UbiCompForAll banner

UbiCompForAll - Ubiquitous service composition for all users

In the near future, intelligent objects and devices will become part of the environment where people live, providing information and offering services that can assist them in everyday life. In such settings, it is desirable that services offered to the us ers are meaningful (i.e. satisfy their tasks and needs). Intelligent environments should support the composition of partial information or service behaviours into comprehensive services that can achieve the user goals. Such composition should take place d ynamically as new service opportunities arise, such as when new devices appear or as users enter new environments. Service discovery and composition should not require expert knowledge, but be manageable for ordinary users.

 

The idea of UbiCompForAll is about providing support to end users so they can easily compose service behaviours in ubiquitous service environments. UbiCompForAll will
provide graphical composition tools targeted the end-users and a service execution platform.

 

The main challenge of UbiCompForAll is to come up with a comprehensive infrastructure that is sophisticated enough to handle the various aspects of user-driven service compositions (such as simplicity, robustness or privacy), while being intuitive enough for ordinary end-users.

UbiCompForAll is a research project founded by the Norwegian Research Council. The project started in October 2008, with planned duration 4 years. It involves academia and industry.

Initial end-user testing of flow-based notation and EasyComposer

A control flow notation has been proposed for the Doctor's appointment scenario, and a workshop was organized to conduct paper prototyping experiments for evaluation. The flow-based approach was found to be feasible, but some shortcomings of the notation were pointed out. More thorough testing will be carried out after the notation has been revised.


EasyComposer is a prototype tool developed in UbiCompForAll for the composition of teleservices. Positive feedback was provided during the initial user evaluation of the tool. EasyComposer is now being enhanced based on this feedback, and we plan further end-user tests in the near future.

PostDoc researcher

Mohammad Ullah Khan has joined the project as a PostDoc researcher.

 


Through working in the MADAM and the MUSIC projects he brings very useful experiences in the field of self-adaptive applications for mobile users in ubiquitous computing environments.  Mohammad will mainly contribute to the research areas covering - and not limited to - the runtime composition technique and the methodology, notation and tools for service modeling.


**Work to complete:**
In the material below, the required lines run from the one containing "On this 1024x768" through the one containing "Locate *human face*". Copy those lines exactly, ends included, and nothing else.

**Input data:**
----------

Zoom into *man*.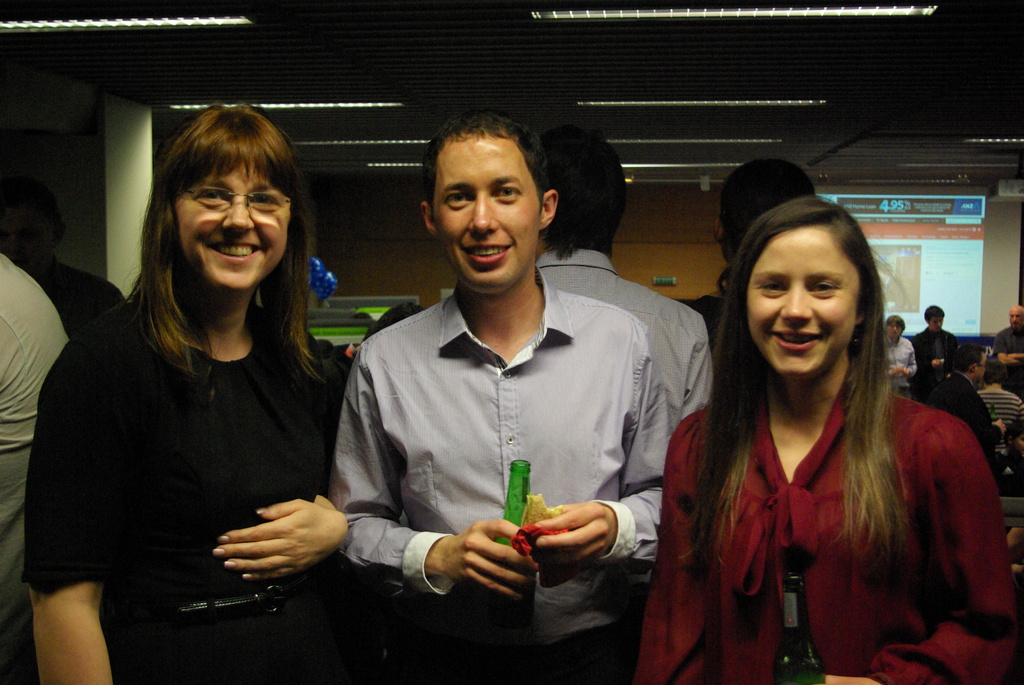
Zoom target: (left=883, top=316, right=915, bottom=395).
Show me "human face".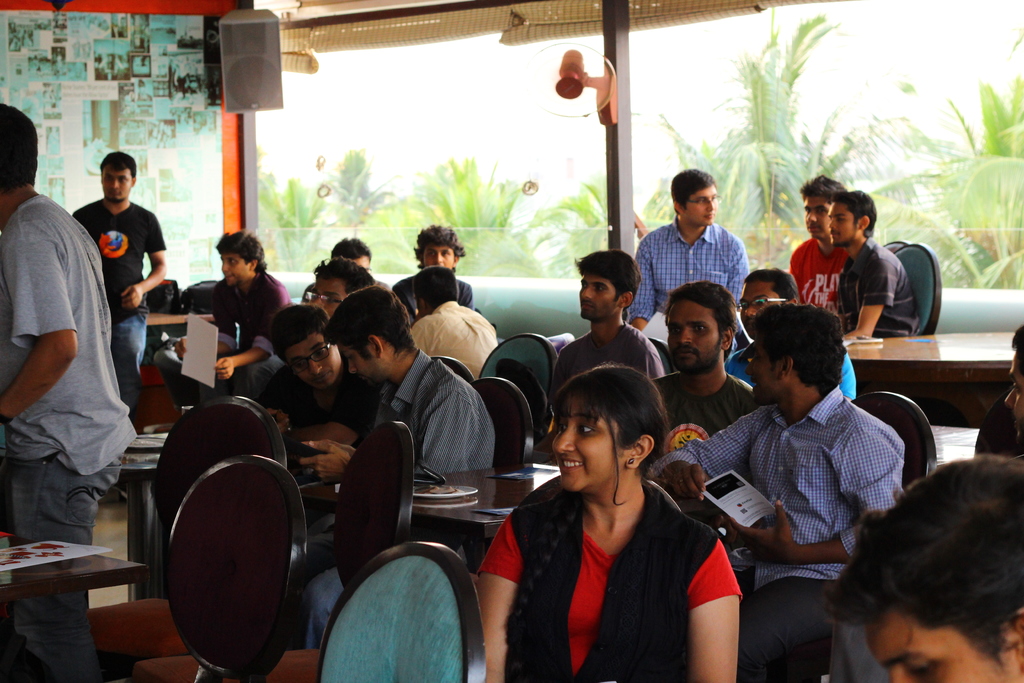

----------

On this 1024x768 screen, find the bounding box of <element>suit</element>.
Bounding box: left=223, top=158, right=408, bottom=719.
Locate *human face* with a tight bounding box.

----------

**Problem solution:**
On this 1024x768 screen, find the bounding box of <element>suit</element>.
Bounding box: left=223, top=158, right=408, bottom=719.
Locate *human face* with a tight bounding box.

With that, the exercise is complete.